How to debug crashing application?

I’m trying to use an arduino library and it seems to be crashing the Core, but I have no idea how to determine where and/or what the problem is. I’m using local development and make compiles the app without error. I also tried the Cloud IDE with the same results.

I have a bare minimum application uploaded to github, I’m hoping someone might be able to point me in the area that would cause the Core to crash. Or even an idea of how to debug a crashing core once it’s running.

The Core runs just fine if I comment out the radio.powerOn() on line 16, but as soon as I try to power on the Si4703 chip, the core crashes.

What I find odd is that this same library was working perfectly fine for me for a few weeks. Just tonight I did a git pull to update my local core-firmware, core-common-lib, and core-communication-lib folders.

I’m wondering if there’s been some change to the I2C Wire library that may be affecting the functionality of this Arduino library.

Any help is much much much appreciated.
Thanks!

Is it possible that you missed this one, or forgot to update your sketch before reflashing it? https://community.spark.io/t/important-7-bit-i2c-addresses-are-now-working-01-24-2014/2376

crstffr, I don’t readily see any problems in your code and I noticed you seem you have set the correct, non-shifted I2C 7-bit address for the device. However, as part of the powerOn() procedure, readRegisters() is called. It contains a blocking while() loop:

void Si4703::readRegisters(){

  //Si4703 begins reading from register upper register of 0x0A and reads to 0x0F, then loops to 0x00.
  Wire.requestFrom(SI4703, 32); //We want to read the entire register set from 0x0A to 0x09 = 32 bytes.

  while(Wire.available() < 32) ; //Wait for 16 words/32 bytes to come back from slave I2C device

The easiest way to debug is using the USB serial output of the Spark. By putting serial.print() lines in the code, you can trace its execution and the value of variables. You should put a serial.print line before and after the while() above to see it hangs at the while(). I have to ask the obvious… do you have 4.7K ohm pull-ups on the I2C lines?

Thank you both @Moors7 and @peekay123. I’m not a hardware person and I don’t understand I2C programming or even what a 7-bit address is. That Si4703 library is just something I found on Github.

@peekay123, do you know any reason why that loop would have functioned previously but now it never exits? And if that loop never exits, how would I correct it to work properly?

Also, no I do not have pull-up resistors on the lines. Are they necessary?

crstffr, you the pull-ups are needed because the Spark I2C does not pull the lines up like an arduino. If I can assume you are using a sparkfun breakout, then those pull-up are already on board. However, make sure the length of wires used for the I2C are kept to a minimum length. Can you please confirm which si4703 module you are using and the original library location?

Many things have changed in the past few weeks but besides the 7-bit addressing issue and the pull-ups, there is nothing new with I2C. Have you changed any in your hardware like wire length, placement, power supply or anything like that?

I’m still trying to figure out the serial debugging. I have never been able to get it working very well at all, but I am trying.

Here is the board. Here is the library.

Yes, I recently re-routed my breadboard - and in doing so I made the whole thing more compact - wires are shorter now. I will triple check everything right now.

Thanks @peekay123, working with the spark core for the past few months has been simultaneously fun and absolutely maddening. Help like this makes it possible to keep going. :smile:

I don’t know what it was, but I moved some things around and now it works again. It must have been a wiring issue after all. Thanks a ton for your help.

So typical crstffr… gremlins in the works! Glad it’s working. If you can, share your ideas and projects with the community. :smile:

If you are building localy use DEBUG_BUILD=y and add

void debug_output_(const char *p)
    {
      static boolean once = false;
     if (!once)
       {
         once = true;
         Serial1.begin(115200); // You can choose where the debug goes 
       }

     Serial1.print(p);
    }

in you application.cpp.

Then add all the DEBUG("connection closed %d 0x%04x",retValue, address); you want.

You get to leave em all in and in a release build they are automagically removed!

Happy debugging!

If you have an JTAG add USE_SWO_JTAG=y too!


**WHAT YOU WILL DO**
Reproduce every line in the material below that holds "JSON".
START AVAILABLE DATA
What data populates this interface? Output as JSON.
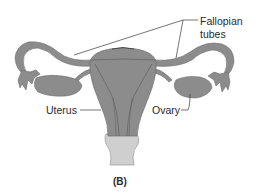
{
  "figure": {
    "caption": "(B)",
    "labels": {
      "fallopian_line1": "Fallopian",
      "fallopian_line2": "tubes",
      "uterus": "Uterus",
      "ovary": "Ovary"
    },
    "colors": {
      "organ_fill": "#8c8c8c",
      "organ_stroke": "#6e6e6e",
      "vagina_fill": "#cfcfcf",
      "leader_line": "#3a3a3a",
      "background": "#ffffff"
    }
  }
}
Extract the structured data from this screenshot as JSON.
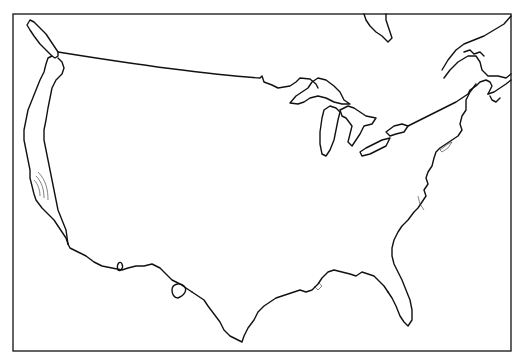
{
  "map": {
    "type": "outline-map",
    "region": "Contiguous United States",
    "frame": {
      "x": 13,
      "y": 14,
      "width": 498,
      "height": 337
    },
    "colors": {
      "background": "#ffffff",
      "line": "#111111"
    },
    "features": [
      "us-outline",
      "canada-border",
      "vancouver-island",
      "great-lakes",
      "gulf-coast",
      "atlantic-coast",
      "pacific-coast",
      "hudson-bay-edge",
      "nova-scotia",
      "gulf-of-st-lawrence"
    ]
  }
}
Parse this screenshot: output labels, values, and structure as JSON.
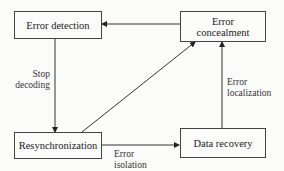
{
  "diagram": {
    "nodes": {
      "error_detection": {
        "label": "Error detection"
      },
      "error_concealment": {
        "line1": "Error",
        "line2": "concealment"
      },
      "resynchronization": {
        "label": "Resynchronization"
      },
      "data_recovery": {
        "label": "Data recovery"
      }
    },
    "edges": [
      {
        "from": "error_concealment",
        "to": "error_detection",
        "label": ""
      },
      {
        "from": "error_detection",
        "to": "resynchronization",
        "label": "Stop decoding"
      },
      {
        "from": "resynchronization",
        "to": "error_concealment",
        "label": ""
      },
      {
        "from": "resynchronization",
        "to": "data_recovery",
        "label": "Error isolation"
      },
      {
        "from": "data_recovery",
        "to": "error_concealment",
        "label": "Error localization"
      }
    ],
    "edge_labels": {
      "stop_decoding": {
        "line1": "Stop",
        "line2": "decoding"
      },
      "error_localization": {
        "line1": "Error",
        "line2": "localization"
      },
      "error_isolation": {
        "line1": "Error",
        "line2": "isolation"
      }
    },
    "colors": {
      "line": "#333333",
      "background": "#fbfbfa"
    }
  }
}
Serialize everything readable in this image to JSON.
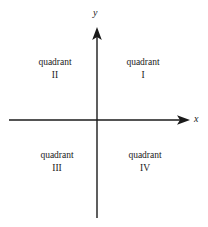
{
  "figure": {
    "background_color": "#ffffff",
    "line_color": "#1a1a1a",
    "width": 208,
    "height": 227
  },
  "axes": {
    "x": {
      "label": "x",
      "label_position": {
        "x": 196,
        "y": 119
      },
      "line": {
        "x1": 9,
        "y1": 120,
        "x2": 190,
        "y2": 120
      },
      "arrow": "right"
    },
    "y": {
      "label": "y",
      "label_position": {
        "x": 97,
        "y": 14
      },
      "line": {
        "x1": 97,
        "y1": 27,
        "x2": 97,
        "y2": 218
      },
      "arrow": "up"
    },
    "origin": {
      "x": 97,
      "y": 120
    }
  },
  "quadrants": [
    {
      "id": "i",
      "word": "quadrant",
      "numeral": "I",
      "center": {
        "x": 143,
        "y": 65
      }
    },
    {
      "id": "ii",
      "word": "quadrant",
      "numeral": "II",
      "center": {
        "x": 55,
        "y": 65
      }
    },
    {
      "id": "iii",
      "word": "quadrant",
      "numeral": "III",
      "center": {
        "x": 57,
        "y": 158
      }
    },
    {
      "id": "iv",
      "word": "quadrant",
      "numeral": "IV",
      "center": {
        "x": 145,
        "y": 158
      }
    }
  ]
}
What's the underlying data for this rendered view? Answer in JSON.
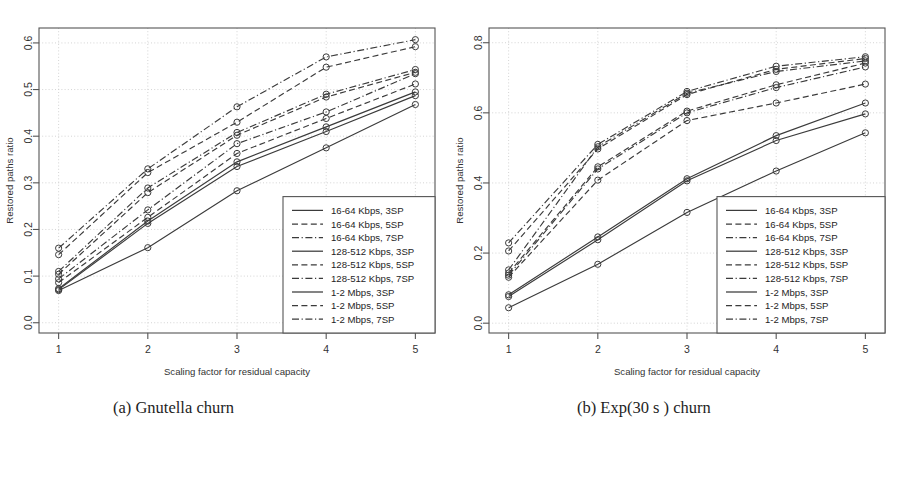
{
  "figure": {
    "subfigures": [
      {
        "tag": "panel-a",
        "caption": "(a) Gnutella churn"
      },
      {
        "tag": "panel-b",
        "caption": "(b) Exp(30 s ) churn"
      }
    ]
  },
  "chart_data": [
    {
      "type": "line",
      "title": "(a) Gnutella churn",
      "xlabel": "Scaling factor for residual capacity",
      "ylabel": "Restored paths ratio",
      "x": [
        1,
        2,
        3,
        4,
        5
      ],
      "xlim": [
        0.78,
        5.22
      ],
      "ylim": [
        -0.022,
        0.632
      ],
      "xticks": [
        1,
        2,
        3,
        4,
        5
      ],
      "xticklabels": [
        "1",
        "2",
        "3",
        "4",
        "5"
      ],
      "yticks": [
        0.0,
        0.1,
        0.2,
        0.3,
        0.4,
        0.5,
        0.6
      ],
      "yticklabels": [
        "0.0",
        "0.1",
        "0.2",
        "0.3",
        "0.4",
        "0.5",
        "0.6"
      ],
      "grid": true,
      "legend_position": "bottom-right",
      "markers": "open-circle",
      "series": [
        {
          "name": "16-64 Kbps, 3SP",
          "dash": "solid",
          "values": [
            0.071,
            0.213,
            0.335,
            0.41,
            0.487
          ]
        },
        {
          "name": "16-64 Kbps, 5SP",
          "dash": "dashed",
          "values": [
            0.086,
            0.226,
            0.363,
            0.438,
            0.512
          ]
        },
        {
          "name": "16-64 Kbps, 7SP",
          "dash": "dashdot",
          "values": [
            0.094,
            0.242,
            0.384,
            0.452,
            0.534
          ]
        },
        {
          "name": "128-512 Kbps, 3SP",
          "dash": "solid",
          "values": [
            0.073,
            0.218,
            0.345,
            0.42,
            0.495
          ]
        },
        {
          "name": "128-512 Kbps, 5SP",
          "dash": "dashed",
          "values": [
            0.104,
            0.279,
            0.402,
            0.484,
            0.537
          ]
        },
        {
          "name": "128-512 Kbps, 7SP",
          "dash": "dashdot",
          "values": [
            0.11,
            0.289,
            0.408,
            0.49,
            0.543
          ]
        },
        {
          "name": "1-2 Mbps, 3SP",
          "dash": "solid",
          "values": [
            0.069,
            0.161,
            0.283,
            0.375,
            0.468
          ]
        },
        {
          "name": "1-2 Mbps, 5SP",
          "dash": "dashed",
          "values": [
            0.146,
            0.322,
            0.43,
            0.548,
            0.592
          ]
        },
        {
          "name": "1-2 Mbps, 7SP",
          "dash": "dashdot",
          "values": [
            0.16,
            0.33,
            0.463,
            0.57,
            0.607
          ]
        }
      ],
      "legend_entries": [
        "16-64 Kbps, 3SP",
        "16-64 Kbps, 5SP",
        "16-64 Kbps, 7SP",
        "128-512 Kbps, 3SP",
        "128-512 Kbps, 5SP",
        "128-512 Kbps, 7SP",
        "1-2 Mbps, 3SP",
        "1-2 Mbps, 5SP",
        "1-2 Mbps, 7SP"
      ]
    },
    {
      "type": "line",
      "title": "(b) Exp(30 s ) churn",
      "xlabel": "Scaling factor for residual capacity",
      "ylabel": "Restored paths ratio",
      "x": [
        1,
        2,
        3,
        4,
        5
      ],
      "xlim": [
        0.78,
        5.22
      ],
      "ylim": [
        -0.028,
        0.842
      ],
      "xticks": [
        1,
        2,
        3,
        4,
        5
      ],
      "xticklabels": [
        "1",
        "2",
        "3",
        "4",
        "5"
      ],
      "yticks": [
        0.0,
        0.2,
        0.4,
        0.6,
        0.8
      ],
      "yticklabels": [
        "0.0",
        "0.2",
        "0.4",
        "0.6",
        "0.8"
      ],
      "grid": true,
      "legend_position": "bottom-right",
      "markers": "open-circle",
      "series": [
        {
          "name": "16-64 Kbps, 3SP",
          "dash": "solid",
          "values": [
            0.076,
            0.238,
            0.406,
            0.521,
            0.597
          ]
        },
        {
          "name": "16-64 Kbps, 5SP",
          "dash": "dashed",
          "values": [
            0.131,
            0.408,
            0.578,
            0.628,
            0.682
          ]
        },
        {
          "name": "16-64 Kbps, 7SP",
          "dash": "dashdot",
          "values": [
            0.137,
            0.44,
            0.6,
            0.672,
            0.731
          ]
        },
        {
          "name": "128-512 Kbps, 3SP",
          "dash": "solid",
          "values": [
            0.081,
            0.246,
            0.412,
            0.535,
            0.628
          ]
        },
        {
          "name": "128-512 Kbps, 5SP",
          "dash": "dashed",
          "values": [
            0.143,
            0.446,
            0.605,
            0.68,
            0.742
          ]
        },
        {
          "name": "128-512 Kbps, 7SP",
          "dash": "dashdot",
          "values": [
            0.152,
            0.503,
            0.656,
            0.718,
            0.748
          ]
        },
        {
          "name": "1-2 Mbps, 3SP",
          "dash": "solid",
          "values": [
            0.044,
            0.168,
            0.316,
            0.434,
            0.543
          ]
        },
        {
          "name": "1-2 Mbps, 5SP",
          "dash": "dashed",
          "values": [
            0.206,
            0.497,
            0.652,
            0.724,
            0.755
          ]
        },
        {
          "name": "1-2 Mbps, 7SP",
          "dash": "dashdot",
          "values": [
            0.229,
            0.51,
            0.661,
            0.733,
            0.76
          ]
        }
      ],
      "legend_entries": [
        "16-64 Kbps, 3SP",
        "16-64 Kbps, 5SP",
        "16-64 Kbps, 7SP",
        "128-512 Kbps, 3SP",
        "128-512 Kbps, 5SP",
        "128-512 Kbps, 7SP",
        "1-2 Mbps, 3SP",
        "1-2 Mbps, 5SP",
        "1-2 Mbps, 7SP"
      ]
    }
  ]
}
END AVAILABLE DATA
**EXPECTED ANSWER**
What data populates this interface? Output as JSON.
Extract the structured data from this screenshot as JSON.
Parse this screenshot: output labels, values, and structure as JSON.
Serialize everything readable in this image to JSON.
What's the underlying data for this rendered view? Answer in JSON.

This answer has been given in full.